Ballenstedt


Ballenstedt is a town in the Harz district, in the German state of Saxony-Anhalt.

Geography

It is situated at the northern rim of the Harz mountain range, about 10 km southeast of Quedlinburg. The municipal area comprises the villages of Asmusstedt, Badeborn, Opperode, Radisleben, and Rieder. Ballenstedt is a stop on the scenic Romanesque Road.

History

The Saxon count Esico of Ballenstedt was mentioned in a 1030 entry in the medieval chronicles of the Annalista Saxo and in a 1036 deed issued by Emperor Conrad II. He was a son of one Count Adalbert, who held the office of a Vogt of Nienburg Abbey, and Hidda, a daughter of Margrave Odo I of the Saxon Ostmark. Esico, whose sister Uta married Margrave Eckard II of Meissen is considered the progenitor of the House of Ascania.

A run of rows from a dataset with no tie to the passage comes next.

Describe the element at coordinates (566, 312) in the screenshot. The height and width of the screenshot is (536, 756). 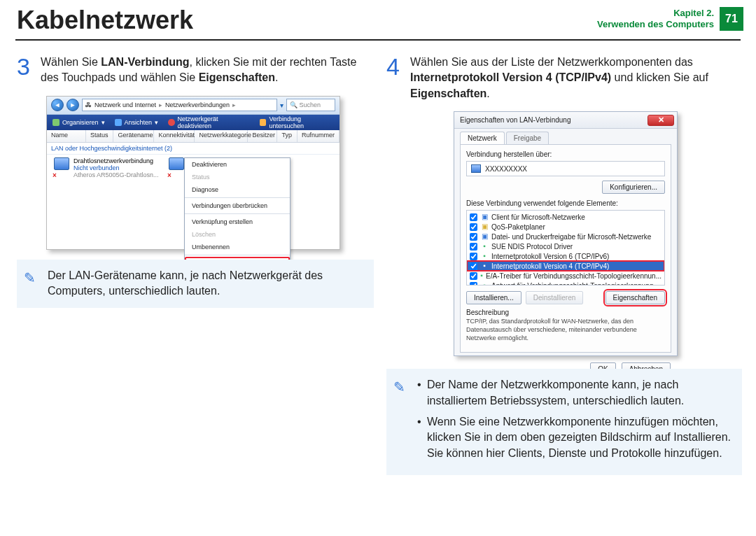
I see `desc-label: Beschreibung` at that location.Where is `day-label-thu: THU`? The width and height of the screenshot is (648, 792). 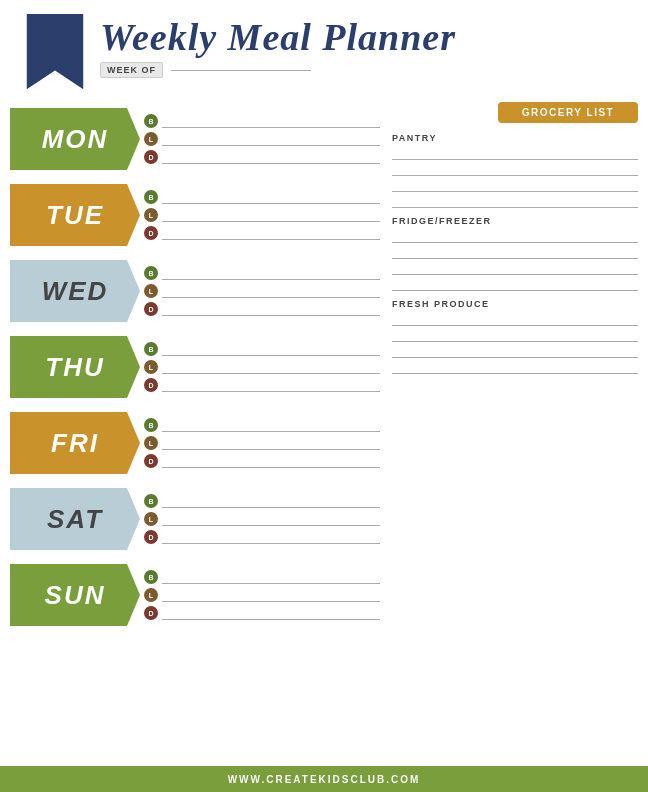
day-label-thu: THU is located at coordinates (75, 367).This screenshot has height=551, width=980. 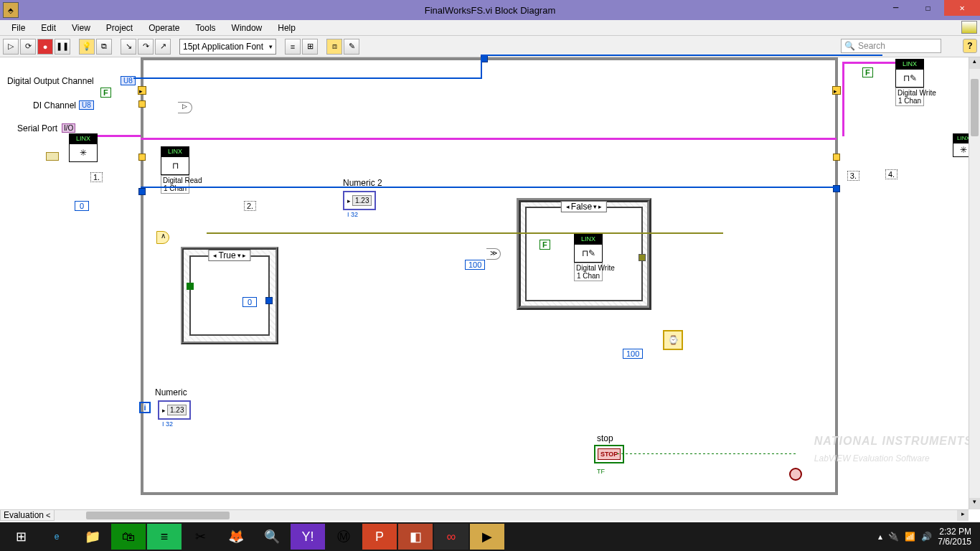 I want to click on invert-gate-icon: ▷, so click(x=185, y=108).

He had a collegiate church erected in Ballenstedt, dedicated to Saints Pancras and Abundius, in the presence of Emperor Henry III in 1046.
Ballenstedt itself was not mentioned before 1073, when King Henry IV of Germany certified the donation of the estates by Esico's son Count Adalbert II to Nienburg Abbey. In 1123 Adalbert's son Otto the Rich together with his son Albert the Bear, who would become the first ruler of Brandenburg, established a Benedictine monastery at the site. Albert and was buried at the crypt of the abbey church in 1070; a monument for him is located in the town's park. Albert's grandson Henry I became the first Prince of Anhalt in 1218.
In 1512 the Ballenstedt citizens were vested with brewing rights by the Ascanian prince Wolfgang of Anhalt-Köthen. After Wolfgang met with Martin Luther at the 1521 Diet of Worms, he became one of the first Protestant rulers in the Holy Roman Empire. Ballenstedt Abbey was stormed and plundered during the German Peasants' War, whereafter Prince Wolfgang had the monastery secularised in 1525. He chose Ballenstedt as a residence and granted it town privileges in 1543. It received city walls in 1551; a town hall was first mentioned in 1582. As the Anhalt princes supported King Christian IV of Denmark during the Thirty Years' War, Ballenstedt was raided and plundered by Imperial troops under Albrecht von Wallenstein in 1626.
After the war, the town and the former monastery were rebuilt as a Baroque summer residence by the Ascanian princes of Anhalt-Bernburg. In 1765 the enlightened prince Frederick Albert completely moved his residence from Bernburg to Ballenstedt Castle and induced a time of prosperity, including the erection of a castle theatre in 1788, the oldest theatre in Saxony-Anhalt and the domain of composers like Albert Lortzing and Franz Liszt.
A part of the re-unified Duchy of Anhalt from 1863 on, Ballenstedt became known as a residential town for the well-to-do retired like Princess Friederike of Schleswig-Holstein-Sonderburg-Glücksburg, who died at Ballenstedt Castle in 1902, or the painter and author Wilhelm von Kügelgen, whose house is now a museum.

Politics

Seats in the municipal assembly as of 2004 elections:
The coat of arms is derived from the insignia of the Counts of Ballenstedt, which is also the origin of the coat of arms of Saxony. It was first manifested in 1560 after Ballenstedt received town rights.

Places of interest

Ballenstedt is located at the Bundesstraße 185, leading to the Bundesstraße 6 and the Bundesautobahn 14. Train service was suspended in 2003. A small asphalt runway is about 5 km outside the town.